In a joint statement on September 23,
the groups said they “strongly condemned the Arakan (Rakhine) State
government’s plans to demolish more than 3000 Rohingyas’ buildings,
including 12 mosques and 35 madrasas, in the townships of Maungdaw and
Buthidaung, under the pretext of illegal construction.”
The announcement of the demolition order on 18 September has caused consternation to the entire Rohingya community.
They claimed the “demolition project is
part of their long-drawn-out annihilation and ethnic cleansing policy
of the defenceless Rohingya people.”
According to their statement, they said
this was “a joint conspiracy of the Arakan State government and Rakhine
Buddhist extremist leaders to destabilize the situation in the
territory with intentions to frustrate any attempts to bring about peace
and stability in Arakan and produce more internally displaced Rohingyas
to be housed in apartheid-like concentration camps also in Maungdaw
district.”
Concern was expressed that these actions did not match the words of the Myanmar government.
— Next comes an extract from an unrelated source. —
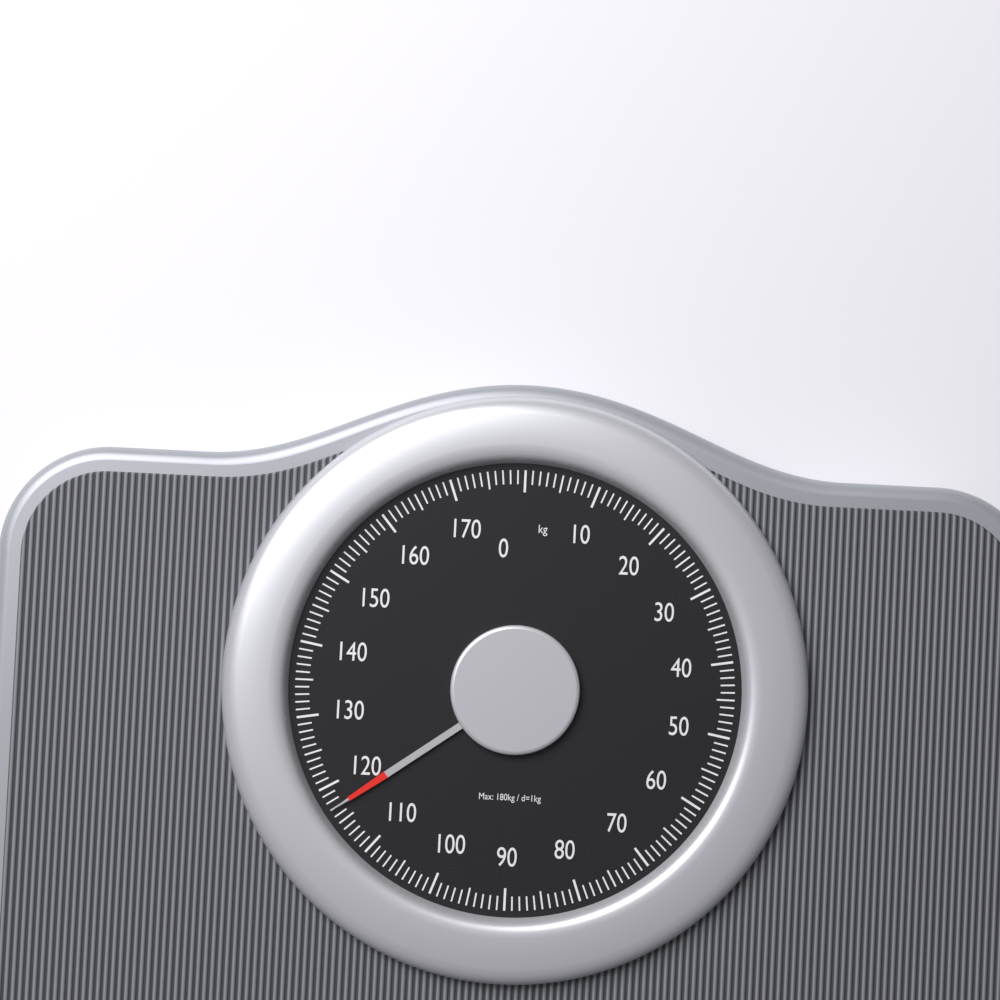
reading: 117 kg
“It is surprising that this sinister
design was announced at a time when the State Counsellor Daw Aung San
Suu Kyi, in her first address to the 71st U.N. General Assembly, was
defending her government’s effort to resolve the crisis over treatment
of the Rohingya minority by pointing out to the establishment of an
advisory commission for Arakan State chaired by former UN Secretary
General Kofi Annan at the same time assuring that everybody in Arakan
would be safe and secure,” the statement said.